Prompting hierarchy: full-physical → model → gestural → vocal → independent, fading one level after three consecutive successes. By early May, Marcus produced 4 of 5 independent exchanges with only a gestural prompt.

Building tolerance for waiting

Once card exchange is reliable, the team gradually lengthens how long Marcus waits between asking and receiving — starting at just 5 seconds and doubling only after three clean trials at each step.

5sstart
10s
20s
40s
80s
160s
320s~5 min
640s~10 min

If a hard moment occurs during a wait, the trial simply restarts at the same step — never a punishment, never a reset of his access to the things he loves.

Keeping everyone safe

For a long or escalating episode, the team keeps other children clear, and one adult stays nearby at a calm distance — seated at eye level, neutral, no talking — intervening physically only if there is genuine risk of injury. When it eases, they wait a beat and then offer the next-activity cue rather than re-issuing the demand that set it off. Significant episodes are documented the same day and reviewed by the BCBA.
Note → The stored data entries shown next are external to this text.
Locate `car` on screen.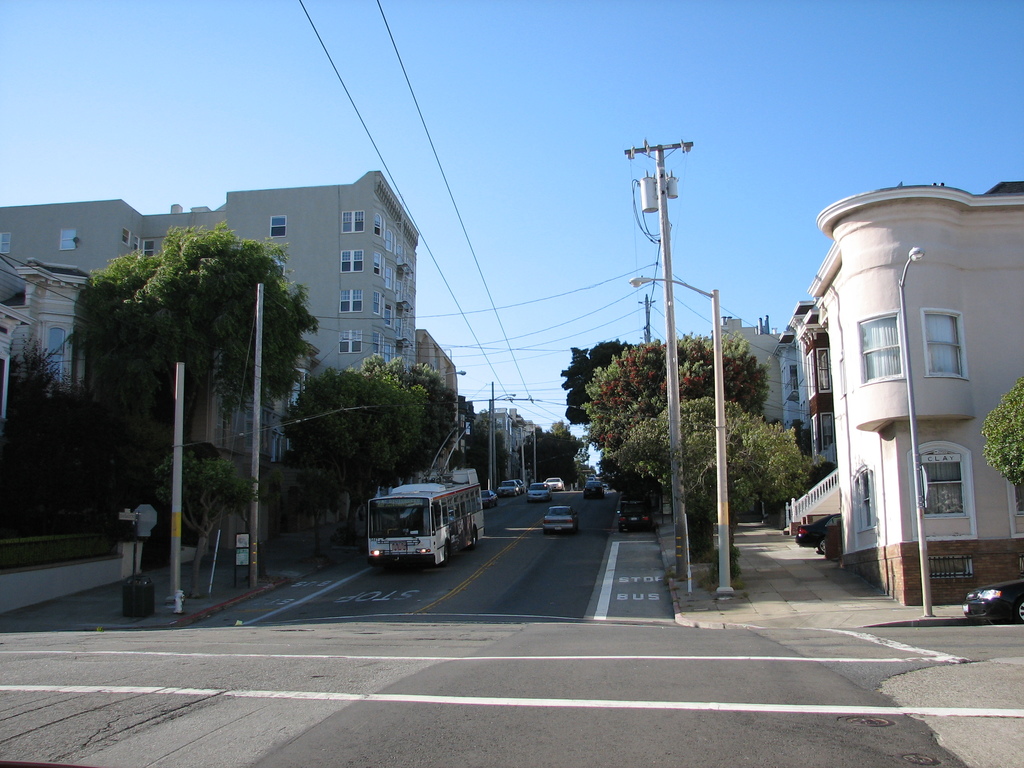
On screen at <box>794,511,842,553</box>.
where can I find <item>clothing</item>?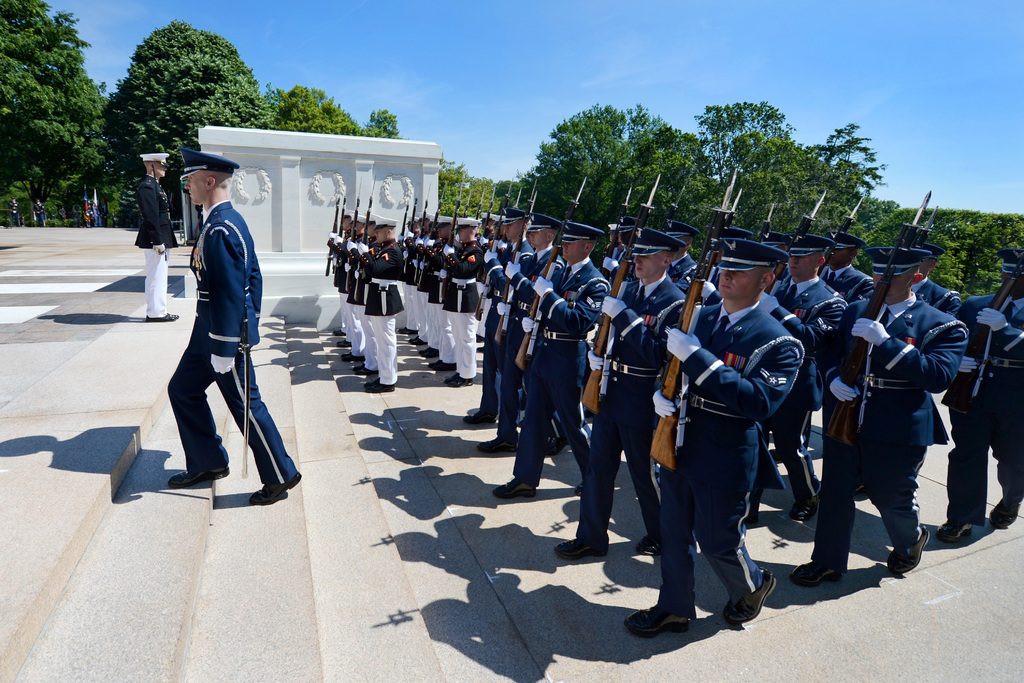
You can find it at [161, 165, 269, 477].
The plan includes no programmatic restraint or seclusion. If Marcus ever engages in behavior that poses an immediate risk of serious harm, the instruction is simple and explicit: get him to the nearest emergency room or dial 911.

What this plan will not do

  • No physical restraint or seclusion as a behavior-reduction procedure.
  • No taking the fire trucks away as punishment. Access is managed through the card-exchange skill, never withheld punitively.
  • No resetting the wait timer as a consequence of a hard moment — that turns waiting into punishment and makes things worse.
  • No prompting un-rehearsed coping skills (deep breathing, counting) mid-tantrum as if they were calming tools; they're only useful once taught to mastery when calm.
  • No reprimands, raised voices, or negotiating during a hard moment — the adult response is calm, quiet waiting.

How the team measures progress

Daily: the teacher or aide rates each episode on a 1–5 scale right after it resolves, and tallies independent card exchanges. Baseline: 20 entries over 14 school days, mean level 3.0. Target: bring the mean to 2.0 or below and eliminate the most severe episodes within six weeks.

Review cadence: weekly by the BCBA and teacher for the first month, then every other week through week 12, with monthly home-generalization review.

Setting events the team watches

  • Moderate: short sleep (under ~9 hours).
  • Moderate: a novel substitute or unfamiliar adult running transitions.
  • Moderate: high-stimulation days (field trips, parties, crowds).
  • Weak: a skipped or delayed meal before school.
How the picture came together

The team's shared history.

A Blueprint isn't a one-time form — it's assembled from everything the team logged over months. A sample of that timeline:

Feb 2026
ASD Level 1 + Mixed Receptive-Expressive Language Disorder diagnosed (neuropsychological evaluation).
Mar 8
SLP evaluation: receptive ~4y6m, expressive ~3y8m, MLU 2.1. Card-exchange communication recommended.
Mar 18
Family invents the "bag-as-container" transition routine at home; Marcus stops crying within 90 seconds.
Mar 28
Marcus spontaneously produces a two-word combination, "BIG ONE," at the sight of a fire truck at the park.
Apr 1
Held a fire truck for 90 minutes straight at school; teacher adapted by bringing his work to him.
Apr 9
Field trip to a fire station — held the classroom truck the entire time, no hard moment.
Apr 22
"Fire truck garage" end-of-day ritual established; choice-within-transition cuts tantrum frequency in observation.
Apr 28
Brings a fire truck to his mother unprompted and says "play" — first observed joint-play initiation.
Apr 29 – May 2
Card-exchange pilot: independent exchanges emerging with gestural prompting; transition-cup trial cuts tantrums sharply.
May 5
Teacher reports daily tantrum rate down from 6–7 to ~2 after the visual cue replaced the verbal warning.